* [Exercise goal] From the records below, set down exactly the lines starting with the line that contains "Image resolution: width=1388" and going on through the line that contains "Task: Click on the FINANCE". Nothing else is wanted.

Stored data
____________________

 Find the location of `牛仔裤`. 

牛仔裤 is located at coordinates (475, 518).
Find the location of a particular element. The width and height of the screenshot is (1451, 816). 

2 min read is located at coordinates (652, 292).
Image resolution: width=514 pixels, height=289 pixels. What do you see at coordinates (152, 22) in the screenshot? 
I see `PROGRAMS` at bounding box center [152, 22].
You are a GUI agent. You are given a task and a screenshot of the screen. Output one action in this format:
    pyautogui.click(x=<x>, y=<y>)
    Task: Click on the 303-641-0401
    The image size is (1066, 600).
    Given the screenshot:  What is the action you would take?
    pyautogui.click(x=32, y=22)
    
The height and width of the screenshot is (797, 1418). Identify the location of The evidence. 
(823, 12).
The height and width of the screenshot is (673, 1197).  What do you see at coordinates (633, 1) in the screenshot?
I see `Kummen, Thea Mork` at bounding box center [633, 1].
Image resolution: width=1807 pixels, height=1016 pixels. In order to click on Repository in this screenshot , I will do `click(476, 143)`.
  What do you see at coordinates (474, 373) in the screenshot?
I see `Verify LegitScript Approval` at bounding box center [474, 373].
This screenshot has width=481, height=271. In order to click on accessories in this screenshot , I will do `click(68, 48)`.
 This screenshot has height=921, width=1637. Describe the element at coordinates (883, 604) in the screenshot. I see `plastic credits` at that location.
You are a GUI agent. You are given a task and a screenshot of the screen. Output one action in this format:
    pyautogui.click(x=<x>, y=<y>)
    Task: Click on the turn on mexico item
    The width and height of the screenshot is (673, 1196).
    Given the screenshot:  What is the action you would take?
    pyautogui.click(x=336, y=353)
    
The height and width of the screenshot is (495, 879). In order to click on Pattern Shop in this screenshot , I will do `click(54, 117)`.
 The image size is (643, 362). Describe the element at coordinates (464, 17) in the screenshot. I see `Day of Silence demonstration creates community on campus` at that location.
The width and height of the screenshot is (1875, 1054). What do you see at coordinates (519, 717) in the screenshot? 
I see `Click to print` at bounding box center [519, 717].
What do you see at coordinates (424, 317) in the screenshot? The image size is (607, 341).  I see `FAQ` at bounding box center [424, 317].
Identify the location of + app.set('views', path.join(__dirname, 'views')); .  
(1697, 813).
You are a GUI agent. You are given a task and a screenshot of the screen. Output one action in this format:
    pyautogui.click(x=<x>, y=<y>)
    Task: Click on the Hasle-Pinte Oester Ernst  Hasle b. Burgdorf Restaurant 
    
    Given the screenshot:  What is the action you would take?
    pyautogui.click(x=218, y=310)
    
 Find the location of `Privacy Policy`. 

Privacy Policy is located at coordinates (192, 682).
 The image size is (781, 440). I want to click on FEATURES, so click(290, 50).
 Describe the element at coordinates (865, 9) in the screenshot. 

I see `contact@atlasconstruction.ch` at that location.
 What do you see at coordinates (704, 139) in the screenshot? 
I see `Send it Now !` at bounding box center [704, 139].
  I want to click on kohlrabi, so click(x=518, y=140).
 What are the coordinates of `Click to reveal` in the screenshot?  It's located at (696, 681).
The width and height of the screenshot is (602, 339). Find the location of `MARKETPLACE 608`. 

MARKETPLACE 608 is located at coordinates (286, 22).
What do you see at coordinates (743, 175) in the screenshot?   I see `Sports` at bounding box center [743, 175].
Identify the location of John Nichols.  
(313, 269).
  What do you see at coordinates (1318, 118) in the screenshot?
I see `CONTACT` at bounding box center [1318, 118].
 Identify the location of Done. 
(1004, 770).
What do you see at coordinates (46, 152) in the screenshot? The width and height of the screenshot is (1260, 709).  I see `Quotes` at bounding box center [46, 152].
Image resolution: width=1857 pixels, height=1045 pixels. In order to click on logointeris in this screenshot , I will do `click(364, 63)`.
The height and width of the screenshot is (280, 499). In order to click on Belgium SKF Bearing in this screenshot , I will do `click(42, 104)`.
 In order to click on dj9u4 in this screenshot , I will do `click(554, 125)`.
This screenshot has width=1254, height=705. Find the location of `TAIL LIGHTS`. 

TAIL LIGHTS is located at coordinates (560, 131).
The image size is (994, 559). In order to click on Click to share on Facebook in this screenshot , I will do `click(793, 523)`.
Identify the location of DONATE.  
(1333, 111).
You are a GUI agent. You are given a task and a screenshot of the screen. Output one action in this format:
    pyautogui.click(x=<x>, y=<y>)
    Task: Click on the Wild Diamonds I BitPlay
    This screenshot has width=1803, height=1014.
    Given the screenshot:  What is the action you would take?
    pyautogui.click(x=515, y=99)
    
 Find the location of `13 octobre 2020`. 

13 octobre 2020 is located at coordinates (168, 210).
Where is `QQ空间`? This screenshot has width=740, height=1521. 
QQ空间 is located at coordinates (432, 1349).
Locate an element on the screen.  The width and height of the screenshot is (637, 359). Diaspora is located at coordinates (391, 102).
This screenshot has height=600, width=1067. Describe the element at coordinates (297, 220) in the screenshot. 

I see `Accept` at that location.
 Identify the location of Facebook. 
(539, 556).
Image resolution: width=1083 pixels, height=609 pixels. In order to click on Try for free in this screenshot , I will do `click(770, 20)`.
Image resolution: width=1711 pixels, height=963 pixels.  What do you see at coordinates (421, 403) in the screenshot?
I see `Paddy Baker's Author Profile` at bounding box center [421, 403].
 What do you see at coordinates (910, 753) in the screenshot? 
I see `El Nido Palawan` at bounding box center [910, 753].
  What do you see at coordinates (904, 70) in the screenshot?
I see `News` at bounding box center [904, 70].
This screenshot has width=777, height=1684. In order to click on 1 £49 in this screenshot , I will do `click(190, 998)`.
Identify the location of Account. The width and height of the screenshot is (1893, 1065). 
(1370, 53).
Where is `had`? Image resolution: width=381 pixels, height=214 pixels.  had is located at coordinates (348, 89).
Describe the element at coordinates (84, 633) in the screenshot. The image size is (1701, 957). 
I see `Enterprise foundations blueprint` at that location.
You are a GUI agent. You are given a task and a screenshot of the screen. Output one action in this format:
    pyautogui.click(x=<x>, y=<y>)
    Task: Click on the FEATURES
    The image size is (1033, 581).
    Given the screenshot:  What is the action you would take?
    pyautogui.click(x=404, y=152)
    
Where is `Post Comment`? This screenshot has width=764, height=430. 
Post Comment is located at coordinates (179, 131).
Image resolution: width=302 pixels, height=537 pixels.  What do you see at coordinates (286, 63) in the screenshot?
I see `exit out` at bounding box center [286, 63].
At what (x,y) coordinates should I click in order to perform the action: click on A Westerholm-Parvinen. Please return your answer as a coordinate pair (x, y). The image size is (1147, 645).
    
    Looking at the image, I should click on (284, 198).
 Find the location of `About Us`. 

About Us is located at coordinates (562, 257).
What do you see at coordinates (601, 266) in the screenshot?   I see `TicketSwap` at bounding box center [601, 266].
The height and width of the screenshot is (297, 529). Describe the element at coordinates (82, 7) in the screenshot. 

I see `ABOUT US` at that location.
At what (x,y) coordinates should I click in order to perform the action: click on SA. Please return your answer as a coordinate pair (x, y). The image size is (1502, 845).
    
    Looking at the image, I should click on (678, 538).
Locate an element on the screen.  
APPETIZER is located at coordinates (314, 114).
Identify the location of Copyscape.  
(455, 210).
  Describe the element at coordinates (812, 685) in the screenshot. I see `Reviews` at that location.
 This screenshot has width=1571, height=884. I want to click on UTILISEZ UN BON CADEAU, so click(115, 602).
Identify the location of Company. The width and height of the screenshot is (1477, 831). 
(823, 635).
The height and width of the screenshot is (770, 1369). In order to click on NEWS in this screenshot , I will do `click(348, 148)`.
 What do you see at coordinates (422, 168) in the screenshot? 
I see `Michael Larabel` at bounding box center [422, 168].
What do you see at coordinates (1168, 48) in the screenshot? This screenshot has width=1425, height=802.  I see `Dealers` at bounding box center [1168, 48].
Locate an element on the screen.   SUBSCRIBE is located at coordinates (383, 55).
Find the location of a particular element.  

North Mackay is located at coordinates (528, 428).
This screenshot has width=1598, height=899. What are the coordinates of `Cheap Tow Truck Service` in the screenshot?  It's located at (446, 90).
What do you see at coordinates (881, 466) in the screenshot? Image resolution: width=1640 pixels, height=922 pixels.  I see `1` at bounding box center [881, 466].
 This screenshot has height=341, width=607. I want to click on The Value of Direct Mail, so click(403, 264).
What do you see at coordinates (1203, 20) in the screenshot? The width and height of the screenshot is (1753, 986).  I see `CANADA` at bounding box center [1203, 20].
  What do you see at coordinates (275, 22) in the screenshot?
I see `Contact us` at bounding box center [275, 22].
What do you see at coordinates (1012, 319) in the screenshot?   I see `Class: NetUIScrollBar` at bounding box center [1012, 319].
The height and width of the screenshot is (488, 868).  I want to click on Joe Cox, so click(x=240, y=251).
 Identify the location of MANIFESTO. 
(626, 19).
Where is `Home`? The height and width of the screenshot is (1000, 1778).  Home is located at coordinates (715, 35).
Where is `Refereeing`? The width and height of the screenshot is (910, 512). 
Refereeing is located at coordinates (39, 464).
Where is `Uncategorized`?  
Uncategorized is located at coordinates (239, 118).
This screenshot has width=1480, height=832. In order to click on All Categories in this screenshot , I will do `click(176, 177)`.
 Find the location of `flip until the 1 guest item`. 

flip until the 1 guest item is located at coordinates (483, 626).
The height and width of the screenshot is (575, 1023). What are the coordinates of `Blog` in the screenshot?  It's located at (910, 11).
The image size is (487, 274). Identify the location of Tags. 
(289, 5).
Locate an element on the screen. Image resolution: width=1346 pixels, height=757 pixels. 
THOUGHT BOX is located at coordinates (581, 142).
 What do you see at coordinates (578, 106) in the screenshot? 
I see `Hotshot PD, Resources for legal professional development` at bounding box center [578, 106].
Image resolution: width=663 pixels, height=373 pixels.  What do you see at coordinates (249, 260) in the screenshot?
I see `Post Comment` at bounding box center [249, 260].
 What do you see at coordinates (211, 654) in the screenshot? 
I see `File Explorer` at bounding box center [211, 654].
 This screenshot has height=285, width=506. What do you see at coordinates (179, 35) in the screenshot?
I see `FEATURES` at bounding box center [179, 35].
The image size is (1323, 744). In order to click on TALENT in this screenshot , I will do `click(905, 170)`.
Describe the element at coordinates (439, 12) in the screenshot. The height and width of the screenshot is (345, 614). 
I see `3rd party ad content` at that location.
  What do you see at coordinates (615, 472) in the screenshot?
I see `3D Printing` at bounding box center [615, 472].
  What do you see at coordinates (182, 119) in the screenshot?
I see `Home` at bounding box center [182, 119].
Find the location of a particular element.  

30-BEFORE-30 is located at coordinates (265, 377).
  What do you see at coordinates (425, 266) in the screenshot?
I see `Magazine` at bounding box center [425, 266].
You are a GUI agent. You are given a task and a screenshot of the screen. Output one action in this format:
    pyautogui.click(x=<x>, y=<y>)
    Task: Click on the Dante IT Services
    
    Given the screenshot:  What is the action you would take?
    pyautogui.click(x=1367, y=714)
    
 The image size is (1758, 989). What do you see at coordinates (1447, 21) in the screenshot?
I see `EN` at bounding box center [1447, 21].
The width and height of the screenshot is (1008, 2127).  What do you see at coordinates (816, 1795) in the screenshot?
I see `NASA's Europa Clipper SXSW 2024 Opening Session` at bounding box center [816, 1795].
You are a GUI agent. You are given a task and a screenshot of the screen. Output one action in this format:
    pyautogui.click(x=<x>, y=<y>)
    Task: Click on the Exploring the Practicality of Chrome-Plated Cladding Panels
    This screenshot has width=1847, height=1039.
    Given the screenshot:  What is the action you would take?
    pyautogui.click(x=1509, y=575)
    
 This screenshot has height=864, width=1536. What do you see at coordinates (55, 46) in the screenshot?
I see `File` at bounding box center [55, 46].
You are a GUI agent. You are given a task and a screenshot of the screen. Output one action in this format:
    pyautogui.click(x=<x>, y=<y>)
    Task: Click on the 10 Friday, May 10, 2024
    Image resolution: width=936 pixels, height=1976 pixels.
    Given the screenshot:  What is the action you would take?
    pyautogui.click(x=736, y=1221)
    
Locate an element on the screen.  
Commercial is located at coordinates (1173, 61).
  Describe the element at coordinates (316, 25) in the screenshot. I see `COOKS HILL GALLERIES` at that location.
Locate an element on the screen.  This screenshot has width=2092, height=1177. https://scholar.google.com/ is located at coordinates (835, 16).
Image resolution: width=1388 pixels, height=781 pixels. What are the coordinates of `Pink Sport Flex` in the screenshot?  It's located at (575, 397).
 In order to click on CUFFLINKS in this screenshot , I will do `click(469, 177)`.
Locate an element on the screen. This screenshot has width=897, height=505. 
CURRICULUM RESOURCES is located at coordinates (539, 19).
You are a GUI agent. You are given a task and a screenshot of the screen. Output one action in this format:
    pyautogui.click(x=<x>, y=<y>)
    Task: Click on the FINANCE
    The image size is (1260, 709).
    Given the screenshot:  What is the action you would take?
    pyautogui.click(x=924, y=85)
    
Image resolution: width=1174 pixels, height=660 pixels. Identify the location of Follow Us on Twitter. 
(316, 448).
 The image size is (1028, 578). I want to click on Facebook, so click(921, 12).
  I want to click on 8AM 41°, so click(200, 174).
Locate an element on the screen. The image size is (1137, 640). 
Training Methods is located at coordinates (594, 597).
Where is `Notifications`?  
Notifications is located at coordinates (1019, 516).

____________________

* [Output]
Image resolution: width=1388 pixels, height=781 pixels. What are the coordinates of `Pink Sport Flex` in the screenshot?  It's located at (575, 397).
 In order to click on CUFFLINKS in this screenshot , I will do `click(469, 177)`.
Locate an element on the screen. This screenshot has width=897, height=505. 
CURRICULUM RESOURCES is located at coordinates (539, 19).
You are a GUI agent. You are given a task and a screenshot of the screen. Output one action in this format:
    pyautogui.click(x=<x>, y=<y>)
    Task: Click on the FINANCE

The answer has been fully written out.